Then he smiled at his own folly, in dreaming idly thus of things that might have been.
“I will see her no more,” he said to himself. “If I do not take care, I shall end by thinking myself a martyr—the last refuge and consolation of emasculate vanity, of impotent egotism!”
For though his whole existence was a sacrifice, it never occurred to him that there was anything whatever great in its acceptation, or unjust in its endurance. He thought too little of his life's value, or of its deserts, even to consider by any chance that it had been harshly dealt with, or unmeritedly visited.
At that instant Petit Picpon's keen, pale, Parisian face peered through the door; his great, black eyes, that at times had so pathetic a melancholy, and at others such a monkeyish mirth and malice, were sparkling excitedly and gleefully.
“Mon Caporal!”
“You, Picpon! What is it?”
“Mon, Caporal, there is great news. There is fighting broken out yonder.”
“Ah! Are you sure?”
“Sure, mon Caporal. The Arbicos want a skirmish to the music of musketry. We are not to know just yet; we are to have the order de route to-morrow. I overheard our officers say so. They think we shall have brisk work. And for that they will not punish the vieille lame.”
“Punish! Is there fresh disobedience? In my squadron; in my absence?”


Description of the task: Check the data underneath for lines holding the word "pieces", and state only how many you find.

Figure content listings
- - -

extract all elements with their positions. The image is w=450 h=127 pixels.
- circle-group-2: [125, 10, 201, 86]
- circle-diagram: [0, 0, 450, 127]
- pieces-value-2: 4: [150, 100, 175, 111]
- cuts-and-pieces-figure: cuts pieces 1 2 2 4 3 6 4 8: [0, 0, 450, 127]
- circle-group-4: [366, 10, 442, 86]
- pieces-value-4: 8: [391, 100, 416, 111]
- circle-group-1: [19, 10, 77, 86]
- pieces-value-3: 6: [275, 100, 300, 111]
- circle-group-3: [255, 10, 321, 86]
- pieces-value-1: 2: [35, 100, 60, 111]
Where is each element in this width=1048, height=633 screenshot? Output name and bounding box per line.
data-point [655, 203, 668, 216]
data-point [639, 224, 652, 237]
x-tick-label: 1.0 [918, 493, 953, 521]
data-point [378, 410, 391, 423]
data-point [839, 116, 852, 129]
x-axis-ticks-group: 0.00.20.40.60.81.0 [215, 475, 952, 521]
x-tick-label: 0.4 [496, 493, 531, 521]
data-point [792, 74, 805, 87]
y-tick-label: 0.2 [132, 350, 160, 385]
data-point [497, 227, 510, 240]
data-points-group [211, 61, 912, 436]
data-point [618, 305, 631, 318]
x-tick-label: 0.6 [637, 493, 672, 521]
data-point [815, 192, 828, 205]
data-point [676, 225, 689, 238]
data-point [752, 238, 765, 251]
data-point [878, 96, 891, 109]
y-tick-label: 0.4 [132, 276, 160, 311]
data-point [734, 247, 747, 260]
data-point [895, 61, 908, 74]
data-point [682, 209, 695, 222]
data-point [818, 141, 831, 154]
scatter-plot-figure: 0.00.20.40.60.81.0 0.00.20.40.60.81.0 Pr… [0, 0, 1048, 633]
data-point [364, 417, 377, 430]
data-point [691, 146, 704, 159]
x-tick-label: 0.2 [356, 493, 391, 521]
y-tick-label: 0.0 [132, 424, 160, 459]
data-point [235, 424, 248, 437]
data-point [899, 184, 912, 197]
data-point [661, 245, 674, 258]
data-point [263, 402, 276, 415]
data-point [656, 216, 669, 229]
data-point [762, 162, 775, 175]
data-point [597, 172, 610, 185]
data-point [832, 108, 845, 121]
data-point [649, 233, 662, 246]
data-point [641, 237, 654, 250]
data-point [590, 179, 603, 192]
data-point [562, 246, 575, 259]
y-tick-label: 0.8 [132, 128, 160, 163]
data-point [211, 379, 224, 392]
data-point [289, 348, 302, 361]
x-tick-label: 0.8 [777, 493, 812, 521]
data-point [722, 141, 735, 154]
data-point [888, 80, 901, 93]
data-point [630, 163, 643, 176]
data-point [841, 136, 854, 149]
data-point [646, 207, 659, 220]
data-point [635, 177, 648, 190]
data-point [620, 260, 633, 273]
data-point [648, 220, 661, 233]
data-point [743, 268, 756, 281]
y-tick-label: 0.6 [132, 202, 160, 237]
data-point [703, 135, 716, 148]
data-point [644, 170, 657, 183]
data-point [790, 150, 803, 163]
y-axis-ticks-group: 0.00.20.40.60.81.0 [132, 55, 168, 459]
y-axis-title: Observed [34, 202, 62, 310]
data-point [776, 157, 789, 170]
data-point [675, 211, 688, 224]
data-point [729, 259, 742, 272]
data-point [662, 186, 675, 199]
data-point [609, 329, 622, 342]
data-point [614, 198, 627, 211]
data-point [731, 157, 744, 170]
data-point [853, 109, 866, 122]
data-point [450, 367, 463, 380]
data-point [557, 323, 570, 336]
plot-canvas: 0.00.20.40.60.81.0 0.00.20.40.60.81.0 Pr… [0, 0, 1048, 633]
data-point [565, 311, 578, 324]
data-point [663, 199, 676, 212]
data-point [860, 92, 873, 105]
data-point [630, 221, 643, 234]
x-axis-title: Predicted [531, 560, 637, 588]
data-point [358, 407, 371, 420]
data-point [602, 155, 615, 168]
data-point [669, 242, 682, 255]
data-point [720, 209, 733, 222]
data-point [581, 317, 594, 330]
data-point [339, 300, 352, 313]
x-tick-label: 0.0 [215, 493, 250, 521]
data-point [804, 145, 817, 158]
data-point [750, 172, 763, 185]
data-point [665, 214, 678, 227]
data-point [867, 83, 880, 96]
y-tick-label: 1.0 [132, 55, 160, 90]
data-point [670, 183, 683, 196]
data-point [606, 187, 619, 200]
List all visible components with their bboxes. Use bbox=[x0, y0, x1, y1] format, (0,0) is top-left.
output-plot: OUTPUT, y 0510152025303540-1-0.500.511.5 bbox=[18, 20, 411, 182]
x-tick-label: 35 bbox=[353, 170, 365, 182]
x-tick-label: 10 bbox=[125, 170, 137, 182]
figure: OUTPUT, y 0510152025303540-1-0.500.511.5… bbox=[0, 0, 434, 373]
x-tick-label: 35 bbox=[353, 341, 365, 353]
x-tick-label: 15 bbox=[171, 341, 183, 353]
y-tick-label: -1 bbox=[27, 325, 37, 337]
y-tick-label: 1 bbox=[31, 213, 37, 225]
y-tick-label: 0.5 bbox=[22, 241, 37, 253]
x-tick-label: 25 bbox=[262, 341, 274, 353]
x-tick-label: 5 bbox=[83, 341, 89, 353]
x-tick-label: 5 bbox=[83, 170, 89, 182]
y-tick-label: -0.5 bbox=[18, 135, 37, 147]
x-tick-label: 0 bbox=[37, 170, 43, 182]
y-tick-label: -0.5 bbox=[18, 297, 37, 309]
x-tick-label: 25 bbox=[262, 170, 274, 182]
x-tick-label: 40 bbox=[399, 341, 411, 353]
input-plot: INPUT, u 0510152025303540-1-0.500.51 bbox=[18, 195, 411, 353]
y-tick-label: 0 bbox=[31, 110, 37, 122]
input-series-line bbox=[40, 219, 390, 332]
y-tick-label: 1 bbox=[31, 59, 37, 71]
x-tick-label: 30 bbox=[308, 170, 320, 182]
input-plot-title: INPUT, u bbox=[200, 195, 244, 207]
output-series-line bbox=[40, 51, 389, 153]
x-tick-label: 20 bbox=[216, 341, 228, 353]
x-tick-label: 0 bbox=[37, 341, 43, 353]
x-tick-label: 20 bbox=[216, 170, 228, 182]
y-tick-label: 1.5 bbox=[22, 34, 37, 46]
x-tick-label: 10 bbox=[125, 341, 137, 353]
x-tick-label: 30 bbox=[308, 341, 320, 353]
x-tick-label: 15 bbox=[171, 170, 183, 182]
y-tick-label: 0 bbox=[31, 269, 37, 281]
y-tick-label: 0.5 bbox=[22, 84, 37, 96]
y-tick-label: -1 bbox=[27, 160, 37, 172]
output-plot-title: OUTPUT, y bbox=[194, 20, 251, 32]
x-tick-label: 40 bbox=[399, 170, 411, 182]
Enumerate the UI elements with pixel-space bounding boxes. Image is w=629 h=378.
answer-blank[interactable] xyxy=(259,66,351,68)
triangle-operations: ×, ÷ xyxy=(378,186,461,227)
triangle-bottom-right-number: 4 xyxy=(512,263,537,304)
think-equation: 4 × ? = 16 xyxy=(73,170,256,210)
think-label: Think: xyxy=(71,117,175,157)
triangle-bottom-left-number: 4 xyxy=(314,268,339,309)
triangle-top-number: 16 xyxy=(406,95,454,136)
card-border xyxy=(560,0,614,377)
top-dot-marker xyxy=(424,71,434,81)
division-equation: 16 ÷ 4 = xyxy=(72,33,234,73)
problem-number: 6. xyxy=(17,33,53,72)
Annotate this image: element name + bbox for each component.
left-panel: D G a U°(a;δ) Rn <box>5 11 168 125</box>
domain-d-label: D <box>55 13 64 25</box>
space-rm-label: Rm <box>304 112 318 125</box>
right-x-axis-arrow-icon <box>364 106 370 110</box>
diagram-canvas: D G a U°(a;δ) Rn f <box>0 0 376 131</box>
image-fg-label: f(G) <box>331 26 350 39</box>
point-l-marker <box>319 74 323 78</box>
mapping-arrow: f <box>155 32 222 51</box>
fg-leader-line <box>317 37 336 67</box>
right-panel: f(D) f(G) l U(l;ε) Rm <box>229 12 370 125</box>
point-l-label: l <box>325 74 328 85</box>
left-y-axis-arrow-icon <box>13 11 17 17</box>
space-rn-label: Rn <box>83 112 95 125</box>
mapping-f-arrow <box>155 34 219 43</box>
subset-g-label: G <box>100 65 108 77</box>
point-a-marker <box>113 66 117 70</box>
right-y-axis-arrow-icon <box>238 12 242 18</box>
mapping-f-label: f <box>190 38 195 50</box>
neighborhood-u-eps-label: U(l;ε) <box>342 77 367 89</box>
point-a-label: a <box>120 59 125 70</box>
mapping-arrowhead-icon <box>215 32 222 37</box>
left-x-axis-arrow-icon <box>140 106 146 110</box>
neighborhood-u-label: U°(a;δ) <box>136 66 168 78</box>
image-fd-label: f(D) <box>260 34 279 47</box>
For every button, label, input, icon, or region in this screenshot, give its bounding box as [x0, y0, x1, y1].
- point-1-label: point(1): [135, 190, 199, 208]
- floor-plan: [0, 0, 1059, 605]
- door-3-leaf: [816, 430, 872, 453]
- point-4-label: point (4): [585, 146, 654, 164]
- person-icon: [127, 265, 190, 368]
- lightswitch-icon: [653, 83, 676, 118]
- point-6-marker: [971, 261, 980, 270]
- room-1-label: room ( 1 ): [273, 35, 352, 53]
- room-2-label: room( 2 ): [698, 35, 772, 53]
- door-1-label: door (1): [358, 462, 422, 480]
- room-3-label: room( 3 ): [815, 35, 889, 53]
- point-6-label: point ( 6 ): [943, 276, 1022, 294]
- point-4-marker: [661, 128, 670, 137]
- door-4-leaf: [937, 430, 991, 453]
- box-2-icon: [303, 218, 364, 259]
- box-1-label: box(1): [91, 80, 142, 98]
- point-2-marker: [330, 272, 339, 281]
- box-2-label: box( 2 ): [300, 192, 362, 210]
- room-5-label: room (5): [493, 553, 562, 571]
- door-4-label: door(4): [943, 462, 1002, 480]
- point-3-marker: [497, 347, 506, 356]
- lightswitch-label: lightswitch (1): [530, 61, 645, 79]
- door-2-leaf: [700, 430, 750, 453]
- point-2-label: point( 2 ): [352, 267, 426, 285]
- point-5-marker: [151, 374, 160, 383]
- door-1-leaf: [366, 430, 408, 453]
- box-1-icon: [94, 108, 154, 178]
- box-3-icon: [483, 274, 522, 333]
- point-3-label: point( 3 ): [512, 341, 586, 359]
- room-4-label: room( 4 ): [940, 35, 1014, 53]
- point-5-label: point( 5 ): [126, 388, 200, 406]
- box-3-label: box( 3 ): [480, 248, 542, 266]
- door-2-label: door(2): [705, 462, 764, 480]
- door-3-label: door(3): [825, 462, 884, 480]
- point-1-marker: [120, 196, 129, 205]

- - -

Exercise output: 5